From Welsh, meaning "gentle," "kind," or "mild."
Tirion is a Welsh adjective-turned-given-name meaning 'gentle,' 'kind,' or 'tender-hearted.' It belongs to a tradition of Welsh names drawn directly from virtue words — the language's soft consonant clusters lending an almost musical quality to the concept of gentleness itself. The root connects to the broader Celtic linguistic family's tendency to encode emotional temperament into personal names, a tradition shared with Irish and Breton naming customs.
R. Tolkien, who named the great Elvish city Tirion upon Túna in The Silmarillion — a gleaming white city on a green hill in the Blessed Realm of Valinor. Tolkien, a philologist deeply in love with Welsh phonology, almost certainly drew on the Welsh word, giving the name associations of ethereal beauty, civilisation at its peak, and a longing for something perfect and irretrievably distant.
In contemporary usage Tirion remains rare outside Wales, which only adds to its appeal for parents seeking a name that sounds unmistakably distinctive in English-speaking rooms yet carries genuine linguistic heritage. Its soft tones and the layers of both Celtic virtue and Tolkienian mythology make it a quietly remarkable choice — a name that rewards anyone who asks about its origins.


WHAT TO WORK ON. Scan the data below for the string "Staudam". Show every line where it turns up.

PROVIDED ENTRIES.

= = = = =

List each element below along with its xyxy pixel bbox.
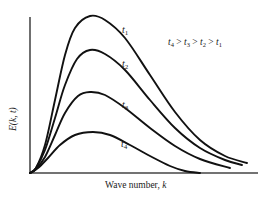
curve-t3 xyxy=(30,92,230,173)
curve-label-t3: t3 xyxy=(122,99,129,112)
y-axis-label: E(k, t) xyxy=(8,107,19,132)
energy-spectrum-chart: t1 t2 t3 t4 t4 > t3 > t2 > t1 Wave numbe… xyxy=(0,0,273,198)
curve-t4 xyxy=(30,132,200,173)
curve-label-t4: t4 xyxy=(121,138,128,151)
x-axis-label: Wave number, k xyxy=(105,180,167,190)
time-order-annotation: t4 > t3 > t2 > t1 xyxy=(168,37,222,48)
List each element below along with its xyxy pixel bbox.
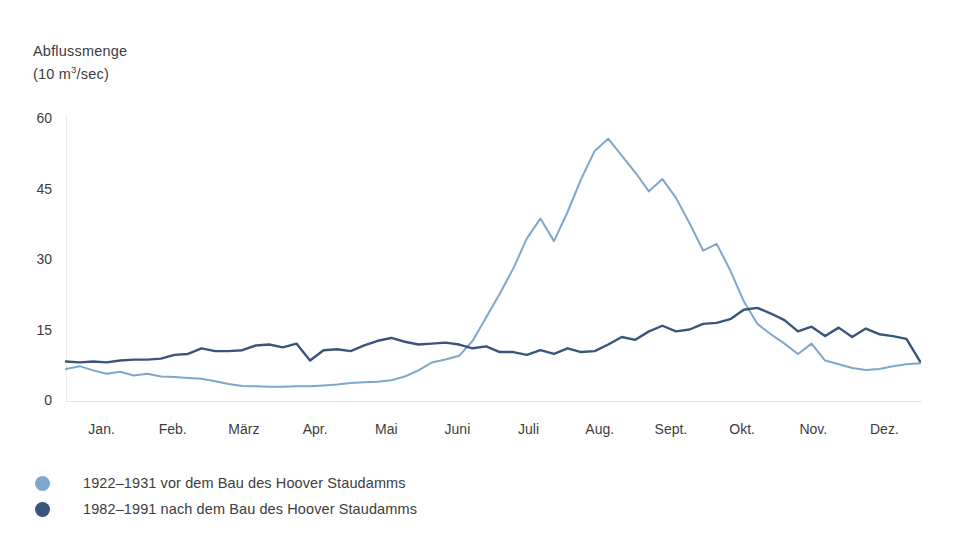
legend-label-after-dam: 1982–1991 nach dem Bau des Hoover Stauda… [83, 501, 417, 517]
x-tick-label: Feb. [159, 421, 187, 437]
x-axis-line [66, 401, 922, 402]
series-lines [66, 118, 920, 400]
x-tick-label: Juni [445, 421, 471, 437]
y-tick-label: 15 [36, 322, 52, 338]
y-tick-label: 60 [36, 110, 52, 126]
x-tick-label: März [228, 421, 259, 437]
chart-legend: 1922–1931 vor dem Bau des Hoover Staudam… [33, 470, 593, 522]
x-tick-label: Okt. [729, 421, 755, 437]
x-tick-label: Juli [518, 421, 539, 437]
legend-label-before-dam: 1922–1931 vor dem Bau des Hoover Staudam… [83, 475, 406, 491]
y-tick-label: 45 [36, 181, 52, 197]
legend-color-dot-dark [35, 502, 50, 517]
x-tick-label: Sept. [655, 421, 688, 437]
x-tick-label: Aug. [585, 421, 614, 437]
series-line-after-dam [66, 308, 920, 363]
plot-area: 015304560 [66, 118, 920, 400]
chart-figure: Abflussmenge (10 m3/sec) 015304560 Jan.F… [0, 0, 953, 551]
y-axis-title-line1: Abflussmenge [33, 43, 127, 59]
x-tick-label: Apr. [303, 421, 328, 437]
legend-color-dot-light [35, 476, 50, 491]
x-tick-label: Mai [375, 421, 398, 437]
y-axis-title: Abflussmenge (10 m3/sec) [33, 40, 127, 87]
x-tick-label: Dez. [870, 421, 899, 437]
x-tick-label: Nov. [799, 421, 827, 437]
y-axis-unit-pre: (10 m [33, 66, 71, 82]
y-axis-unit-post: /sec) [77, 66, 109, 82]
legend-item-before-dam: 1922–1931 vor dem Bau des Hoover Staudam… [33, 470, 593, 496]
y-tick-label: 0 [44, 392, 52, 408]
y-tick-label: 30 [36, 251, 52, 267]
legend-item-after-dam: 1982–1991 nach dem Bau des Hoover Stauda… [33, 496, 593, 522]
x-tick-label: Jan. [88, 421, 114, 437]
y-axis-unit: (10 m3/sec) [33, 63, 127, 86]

= = = = =

COMPLETED TASK.
chart-legend: 1922–1931 vor dem Bau des Hoover Staudam… [33, 470, 593, 522]
legend-label-before-dam: 1922–1931 vor dem Bau des Hoover Staudam… [83, 475, 406, 491]
legend-item-before-dam: 1922–1931 vor dem Bau des Hoover Staudam… [33, 470, 593, 496]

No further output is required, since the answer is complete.